More recently, in June, we joined with seven pharmaceutical companies and four US research institutions in another groundbreaking partnership—the TB Drug Accelerator (TBDA). The aim of the TBDA is to speed up early-stage research leading to a new tuberculosis drug regimen that radically shortens the current course of treatment. This is urgently needed and long overdue. Tuberculosis is the second leading infectious cause of death. In 2011, it killed 1.4 million people; virtually all of these victims were in low- and middle-income countries.

Existing tuberculosis drugs are decades old, and the current drug regimen requires a six-month course of treatment. As a result, the patient dropout rate is high, leading to increased mortality, TB drug resistance and spread of infection. The TBDA aims to develop five new preclinical drug candidates within five years and proof of concept for a one-month, three-drug regimen within a decade.

Global health organizations are uniquely positioned to move beyond the traditional R&D model.

Even the best scientists, however, would be hampered by the conventional requirements that new tuberculosis drugs be evaluated separately in clinical trials and tested in combination only after they individually receive market approval. To address this obstacle, the Critical Path to TB Drug Regimens (CPTR) Initiative was created several years ago. This consortium brings together US and other regulatory authorities, pharmaceutical companies, public health experts and others.

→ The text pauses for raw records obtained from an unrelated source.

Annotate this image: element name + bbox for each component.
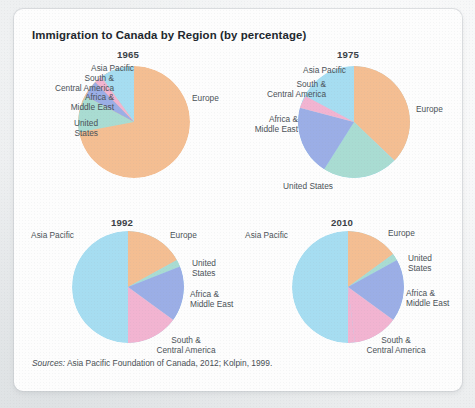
pie-slices-1992	[72, 231, 184, 343]
pie-label-1975-europe: Europe	[416, 105, 475, 115]
pie-label-1965-united-states: United States	[20, 119, 98, 138]
pie-panel-1975: 1975 Asia Pacific	[240, 49, 456, 219]
pie-label-2010-united-states: United States	[408, 254, 452, 273]
panel-year-1992: 1992	[14, 217, 230, 228]
pie-label-1992-south-central-america: South & Central America	[130, 336, 242, 355]
pie-label-1975-asia-pacific: Asia Pacific	[242, 66, 346, 76]
panel-year-1965: 1965	[20, 49, 236, 60]
pie-label-1965-south-central-america: South & Central America	[8, 74, 114, 93]
sources-label: Sources:	[32, 358, 65, 368]
pie-slices-2010	[292, 231, 404, 343]
figure-page: Immigration to Canada by Region (by perc…	[0, 0, 475, 408]
sources-note: Sources: Asia Pacific Foundation of Cana…	[32, 358, 272, 368]
page-title: Immigration to Canada by Region (by perc…	[32, 29, 306, 41]
pie-panel-1965: 1965 Asia Pacific	[20, 49, 236, 219]
pie-label-2010-africa-middle-east: Africa & Middle East	[406, 289, 475, 308]
panel-year-2010: 2010	[234, 217, 450, 228]
pie-label-2010-south-central-america: South & Central America	[340, 336, 452, 355]
panel-year-1975: 1975	[240, 49, 456, 60]
pie-label-1975-united-states: United States	[248, 182, 368, 192]
pie-label-1992-united-states: United States	[192, 259, 236, 278]
pie-label-2010-europe: Europe	[388, 229, 448, 239]
pie-label-1965-asia-pacific: Asia Pacific	[22, 64, 134, 74]
pie-label-2010-asia-pacific: Asia Pacific	[230, 231, 288, 241]
sources-text: Asia Pacific Foundation of Canada, 2012;…	[65, 358, 272, 368]
pie-panel-2010: 2010	[240, 217, 456, 367]
pie-label-1992-asia-pacific: Asia Pacific	[16, 231, 74, 241]
pie-chart-2010	[292, 231, 404, 343]
pie-label-1992-europe: Europe	[170, 231, 230, 241]
pie-label-1975-south-central-america: South & Central America	[228, 80, 326, 99]
pie-chart-1992	[72, 231, 184, 343]
pie-panel-1992: 1992 Asia Pacific	[20, 217, 236, 367]
pie-label-1965-africa-middle-east: Africa & Middle East	[16, 93, 114, 112]
figure-card: Immigration to Canada by Region (by perc…	[14, 9, 462, 391]
pie-label-1975-africa-middle-east: Africa & Middle East	[228, 115, 298, 134]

The goal is to reduce the time it takes to introduce new combination tuberculosis treatments from as long as a quarter-century to as few as six years. The CPTR encourages innovative matchups of pharmaceutical companies, including testing promising combinations of individual tuberculosis drug candidates from different companies early in the development pipeline.

The approval process for MenAfriVac, a vaccine developed to protect against meningococcal meningitis, is a model of such efficiency. Repeated epidemics across Africa's 'meningitis belt' created an urgency for large-scale introduction of the vaccine. In early 2010, following a review supported by Health Canada, the Drugs Controller General of India authorized the vaccine for export and use. Just three months later, the World Health Organization gave its stamp of approval—something that often takes a year or longer.

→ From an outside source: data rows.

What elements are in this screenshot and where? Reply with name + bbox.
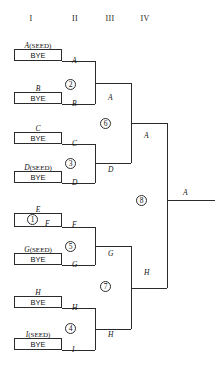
inline-competitor-label: F	[45, 219, 50, 228]
match-number-4: 4	[65, 323, 76, 334]
match-number-5: 5	[65, 241, 76, 252]
entrant-slot-e	[14, 213, 62, 227]
tournament-bracket-diagram: IIIIIIIV A(SEED)BYEBBYECBYED(SEED)BYEEG(…	[0, 0, 217, 377]
match-number-8: 8	[136, 195, 147, 206]
advancing-competitor-label: D	[108, 165, 113, 174]
advancing-competitor-label: A	[144, 131, 149, 140]
advancing-competitor-label: G	[108, 249, 113, 258]
connector-line	[62, 104, 95, 105]
connector-line	[95, 163, 131, 164]
connector-line	[62, 265, 95, 266]
match-number-3: 3	[65, 158, 76, 169]
bye-label: BYE	[14, 340, 62, 349]
round-label-iv: IV	[135, 14, 155, 23]
connector-line	[62, 183, 95, 184]
round-label-iii: III	[100, 14, 120, 23]
match-number-7: 7	[100, 281, 111, 292]
connector-line	[95, 83, 131, 84]
connector-line	[131, 288, 167, 289]
advancing-competitor-label: H	[144, 268, 149, 277]
advancing-competitor-label: D	[72, 178, 77, 187]
match-number-6: 6	[100, 118, 111, 129]
bye-label: BYE	[14, 298, 62, 307]
bye-label: BYE	[14, 134, 62, 143]
connector-line	[167, 123, 168, 288]
advancing-competitor-label: I	[72, 345, 75, 354]
advancing-competitor-label: B	[72, 99, 77, 108]
advancing-competitor-label: C	[72, 139, 77, 148]
connector-line	[167, 200, 215, 201]
bye-label: BYE	[14, 255, 62, 264]
connector-line	[62, 350, 95, 351]
connector-line	[62, 61, 95, 62]
advancing-competitor-label: F	[72, 220, 77, 229]
advancing-competitor-label: H	[108, 330, 113, 339]
connector-line	[62, 227, 95, 228]
connector-line	[95, 246, 131, 247]
round-label-ii: II	[65, 14, 85, 23]
advancing-competitor-label: A	[108, 93, 113, 102]
advancing-competitor-label: H	[72, 303, 77, 312]
advancing-competitor-label: G	[72, 260, 77, 269]
match-number-2: 2	[65, 79, 76, 90]
bye-label: BYE	[14, 173, 62, 182]
advancing-competitor-label: A	[183, 188, 188, 197]
bye-label: BYE	[14, 51, 62, 60]
connector-line	[62, 144, 95, 145]
match-number-1: 1	[27, 214, 38, 225]
advancing-competitor-label: A	[72, 56, 77, 65]
bye-label: BYE	[14, 94, 62, 103]
connector-line	[131, 123, 167, 124]
connector-line	[62, 308, 95, 309]
round-label-i: I	[21, 14, 41, 23]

Equity investments in biopharmaceutical startups are another way global health is seeking to move beyond the traditional model of drug development. In September, the Gates Foundation announced an investment in Atreca, a California-based startup with a technology that may form a broad platform for the discovery and development of antibody-based vaccines, therapeutics and diagnostics. Initially, Atreca will focus initially on three diseases—tuberculosis, HIV and malaria—that disproportionately affect people in the developing world. We also recently announced an equity investment in Genocea Biosciences, a Massachusetts-based biotech that is working on technology to quickly identify T cell antigens that induce broader and more powerful immune responses than existing vaccine antigens. Particularly promising is an early-stage candidate for an affordable pneumococcal vaccine that provides broad coverage against bacterial strains.

Creating and delivering vaccines and drugs for the developing world demands new approaches to discovery, development and the regulatory infrastructure. No single organization alone can accomplish this. Indeed, the Gates Foundation's investment in global health is a small fraction of what pharmaceutical companies invest in R&D. But what we lack in financial resources, we hope to make up for with curiosity unburdened by financial motive, a willingness to take risks, and the capacity to catalyze, convene and advocate on behalf of those who cannot yet do so for themselves on a scale that has never been tested before.